Reconciliation suggests there was a good relationship to begin with and history certainly does not bear that out.

Nevertheless, it is the term we are seemingly stuck with.

The newly minted (last year) National Day for Truth and Reconciliation (Sept. 30) is tomorrow and becomes particularly pertinent in the midst of an election campaign, even, or perhaps especially, a municipal one.

While the overarching responsibility for making things right with our First Nations brethren may lie with higher levels of government, reconciliation starts at home.

When asked what the most important election issues are, most British Columbians come up with things such as housing, cost of living, crime, healthcare, the opioid crisis, education etc.

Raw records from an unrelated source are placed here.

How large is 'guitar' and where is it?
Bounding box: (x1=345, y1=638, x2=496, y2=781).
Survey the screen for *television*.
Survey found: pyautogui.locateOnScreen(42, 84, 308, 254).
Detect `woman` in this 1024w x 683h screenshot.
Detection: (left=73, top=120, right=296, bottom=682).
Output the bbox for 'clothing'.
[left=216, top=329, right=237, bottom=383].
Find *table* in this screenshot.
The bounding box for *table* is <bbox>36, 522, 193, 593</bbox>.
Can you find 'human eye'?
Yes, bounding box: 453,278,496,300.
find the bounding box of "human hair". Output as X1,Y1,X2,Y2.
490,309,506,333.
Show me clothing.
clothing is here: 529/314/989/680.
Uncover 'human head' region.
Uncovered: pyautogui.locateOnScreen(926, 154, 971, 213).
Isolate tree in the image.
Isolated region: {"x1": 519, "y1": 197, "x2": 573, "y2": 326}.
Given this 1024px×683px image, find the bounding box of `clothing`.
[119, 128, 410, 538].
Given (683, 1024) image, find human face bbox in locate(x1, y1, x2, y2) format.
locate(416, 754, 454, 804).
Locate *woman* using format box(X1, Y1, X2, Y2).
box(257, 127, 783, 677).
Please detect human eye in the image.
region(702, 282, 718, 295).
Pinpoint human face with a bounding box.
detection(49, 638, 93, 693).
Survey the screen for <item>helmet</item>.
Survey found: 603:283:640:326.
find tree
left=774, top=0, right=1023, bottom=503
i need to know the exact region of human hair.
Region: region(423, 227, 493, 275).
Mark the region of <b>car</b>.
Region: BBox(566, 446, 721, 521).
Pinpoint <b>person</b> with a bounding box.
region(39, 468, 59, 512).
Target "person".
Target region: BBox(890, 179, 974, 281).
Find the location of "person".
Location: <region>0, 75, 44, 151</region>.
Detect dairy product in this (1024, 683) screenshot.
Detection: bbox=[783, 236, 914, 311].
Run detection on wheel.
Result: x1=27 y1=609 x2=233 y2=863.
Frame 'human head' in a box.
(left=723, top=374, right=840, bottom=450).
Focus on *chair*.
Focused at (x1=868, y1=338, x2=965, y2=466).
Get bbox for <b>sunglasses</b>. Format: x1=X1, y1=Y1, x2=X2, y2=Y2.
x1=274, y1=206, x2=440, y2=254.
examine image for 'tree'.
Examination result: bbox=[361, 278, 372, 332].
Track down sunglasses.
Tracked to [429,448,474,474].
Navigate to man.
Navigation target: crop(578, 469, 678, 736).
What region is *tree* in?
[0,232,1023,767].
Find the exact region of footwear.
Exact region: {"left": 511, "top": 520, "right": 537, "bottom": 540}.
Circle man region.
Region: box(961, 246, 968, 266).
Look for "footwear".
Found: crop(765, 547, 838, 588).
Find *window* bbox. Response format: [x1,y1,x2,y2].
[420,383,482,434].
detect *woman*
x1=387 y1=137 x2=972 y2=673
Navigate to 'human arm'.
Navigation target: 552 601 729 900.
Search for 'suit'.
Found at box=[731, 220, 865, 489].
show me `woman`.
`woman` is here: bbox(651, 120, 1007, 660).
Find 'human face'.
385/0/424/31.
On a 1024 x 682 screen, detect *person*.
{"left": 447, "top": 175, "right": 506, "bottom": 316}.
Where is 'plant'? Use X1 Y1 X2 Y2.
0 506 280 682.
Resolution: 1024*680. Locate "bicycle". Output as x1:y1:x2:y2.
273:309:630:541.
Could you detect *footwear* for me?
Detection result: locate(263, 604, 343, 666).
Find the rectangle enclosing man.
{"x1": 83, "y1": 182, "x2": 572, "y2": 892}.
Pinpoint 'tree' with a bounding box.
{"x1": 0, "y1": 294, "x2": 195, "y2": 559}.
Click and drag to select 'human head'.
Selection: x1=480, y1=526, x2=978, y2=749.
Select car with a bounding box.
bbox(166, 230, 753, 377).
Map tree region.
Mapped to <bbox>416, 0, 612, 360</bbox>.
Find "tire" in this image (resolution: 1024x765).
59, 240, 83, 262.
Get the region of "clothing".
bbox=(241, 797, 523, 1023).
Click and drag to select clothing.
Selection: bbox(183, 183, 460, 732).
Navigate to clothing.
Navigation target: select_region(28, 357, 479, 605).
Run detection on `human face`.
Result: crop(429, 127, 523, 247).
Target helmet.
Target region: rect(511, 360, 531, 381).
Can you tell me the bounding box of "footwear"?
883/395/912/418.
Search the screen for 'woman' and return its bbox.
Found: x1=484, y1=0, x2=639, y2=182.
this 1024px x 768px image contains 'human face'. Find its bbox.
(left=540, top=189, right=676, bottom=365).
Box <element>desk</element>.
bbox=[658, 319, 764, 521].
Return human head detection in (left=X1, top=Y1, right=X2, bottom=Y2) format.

Very few people come up with reconciliation.

And yet, all of these other issues are reconciliation issues.

In Canada, in British Columbia and in the Bulkley Valley, Indigenous persons are much more likely to suffer from housing insecurity, poverty, injustice, access to healthcare, addictions and poorer educational outcomes.

Previous Smithers councils have been cognizant of this and have made some steps toward addressing the relationship between the town and its First Nations residents, but much more needs to be done.

For the first time in a very long time, there could be a wholescale turnover on council.

With a challenger to incumbent mayor Gladys Atrill and only two incumbent councillors running for reelection among nine candidates for six councillor positions, the face of council will be quite different come Oct. 15 even if all three incumbents are returned to office.

We can only hope reconciliation is the priority it needs to be regardless of who is sitting in those chairs after the votes are counted.



Thom Barker

About the Author: Thom Barker

After graduating with a geology degree from Carleton University and taking a detour through the high tech business, Thom started his journalism career as a fact-checker for a magazine in Ottawa in 2002.